ENDS Chinese Vapes Act of 2026
Sponsored By: Senator Cotton, Tom [R-AR]
Introduced
Summary
Escalating civil penalties for imports of unauthorized electronic nicotine delivery systems (ENDS). This bill would add a new Tariff Act section that charges per ENDS unit, raises penalties for evasion and repeat violations, and ties total fines to a shipment's U.S. retail value.
Show full summary
- Importers would face per-unit penalties for each ENDS device, cartridge, pod, or other article intended for separate consumer use. Penalties increase with multipliers for evasion, concealment of origin, transshipment, and repeat violations and are capped at 1,000 percent of a shipment's estimated U.S. retail value.
- Entities under common ownership would be treated as a single "person" for penalties if they share 25% ownership, a majority of officers or directors, or are otherwise under common control, widening liability across related companies.
- Customs and Border Protection would set the shipment's estimated retail value by regulation and apply existing penalty procedures for mitigation, collection, and judicial review. A savings clause preserves the ability of agencies like the Food and Drug Administration and the Department of Justice to pursue additional civil or criminal remedies.
Your PRIA Score
Personalized for You
How does this bill affect your finances?
Sign up for a PRIA Policy Scan to see your personalized alignment score for this bill and every other piece of legislation we track. We analyze your financial profile against policy provisions to show you exactly what matters to your wallet.
Bill Overview
Analyzed Economic Effects
1 provisions identified: 0 benefits, 1 costs, 0 mixed.
Higher penalties for illegal vape imports
If enacted, the bill would make it illegal to bring unauthorized e-cigarette products (ENDS) into U.S. customs territory. The rule would apply to entries after enactment. It would create civil penalties per unit: up to $5,000 for fraud, $1,000 for gross negligence, and $500 for negligence. Penalties could be multiplied up to 2× for transshipment to evade duties, up to 3× for repeat violations within 3 years, and up to 5× when both apply. Total penalty per shipment would be capped at 1,000 percent of the shipment's estimated U.S. retail value. The bill would define key terms like "unit" and "unauthorized ENDS," and give Customs (CBP) authority to set rules to calculate estimated retail value. Penalties would be handled under the existing section 592 assessment, mitigation, collection, and judicial review procedures. The bill would also say CBP, FDA, DOJ, and other agencies could still pursue other civil, criminal, or administrative remedies. Each illegal entry or attempted entry would count as a separate violation.
Sponsors & CoSponsors
Sponsor
Cotton, Tom [R-AR]
AR • R
Cosponsors
There are no cosponsors for this bill.
Roll Call Votes
No roll call votes available for this bill.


• **PROBLEM STATEMENT**: Your answer must match, word for word, the lines from the one holding "The image size" through the final line below, with pictures excluded.

[Stored records]
BEGIN
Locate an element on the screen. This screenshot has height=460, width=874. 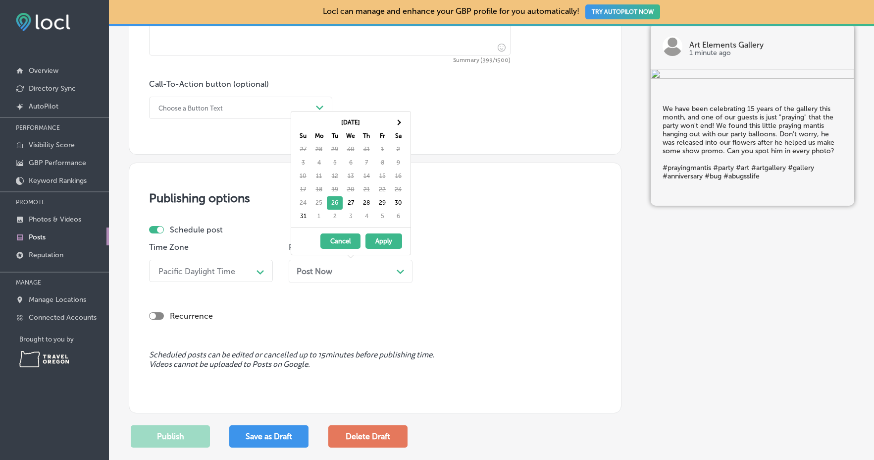
button: Publish is located at coordinates (170, 436).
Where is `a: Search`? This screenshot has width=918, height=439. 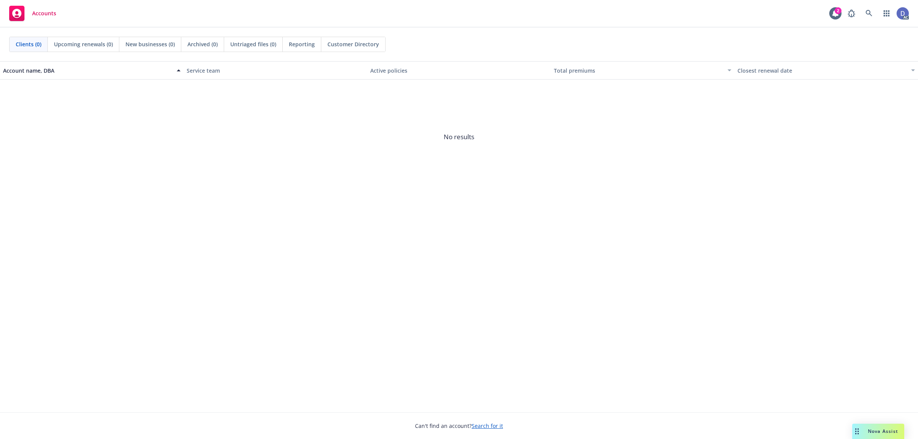 a: Search is located at coordinates (869, 13).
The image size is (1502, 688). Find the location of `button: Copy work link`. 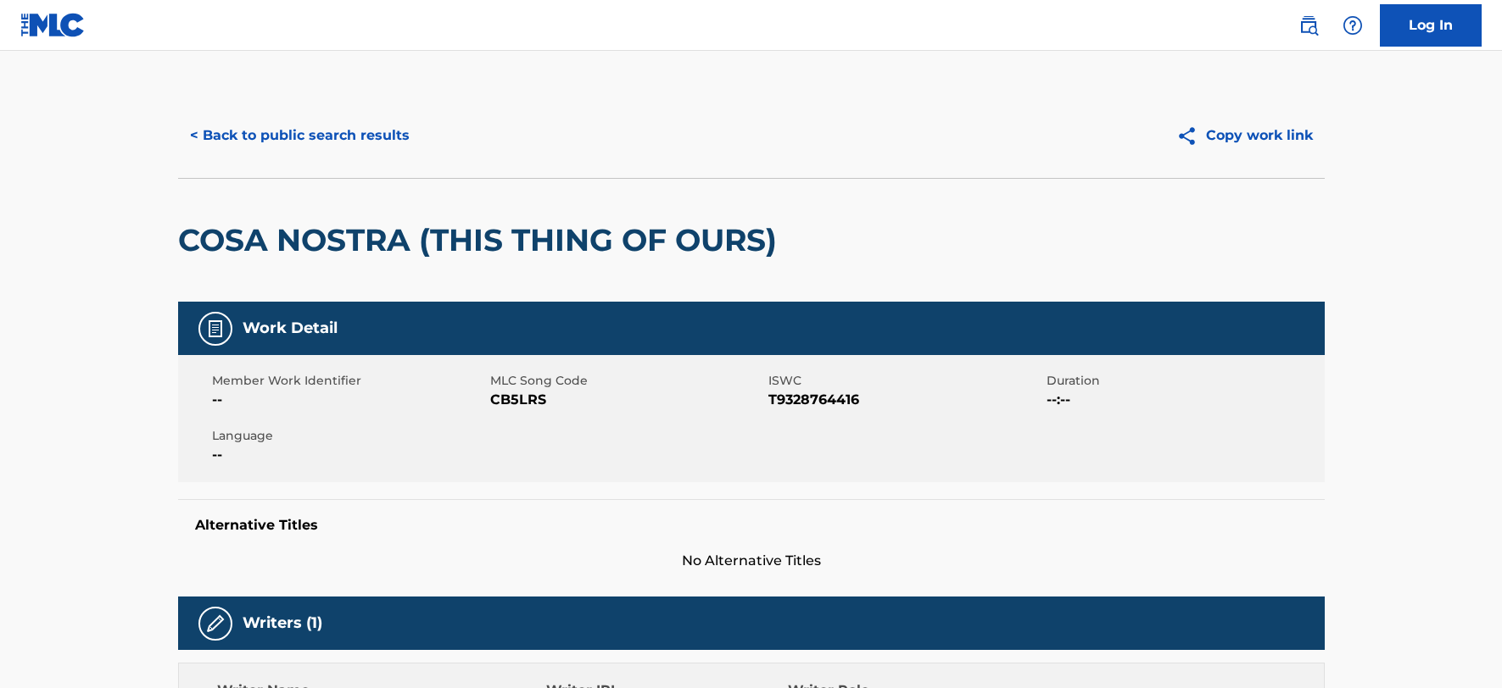

button: Copy work link is located at coordinates (1244, 136).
END
• **RESULT OF THIS EXERCISE**:
The image size is (1502, 688). Find the location of `button: Copy work link`. 

button: Copy work link is located at coordinates (1244, 136).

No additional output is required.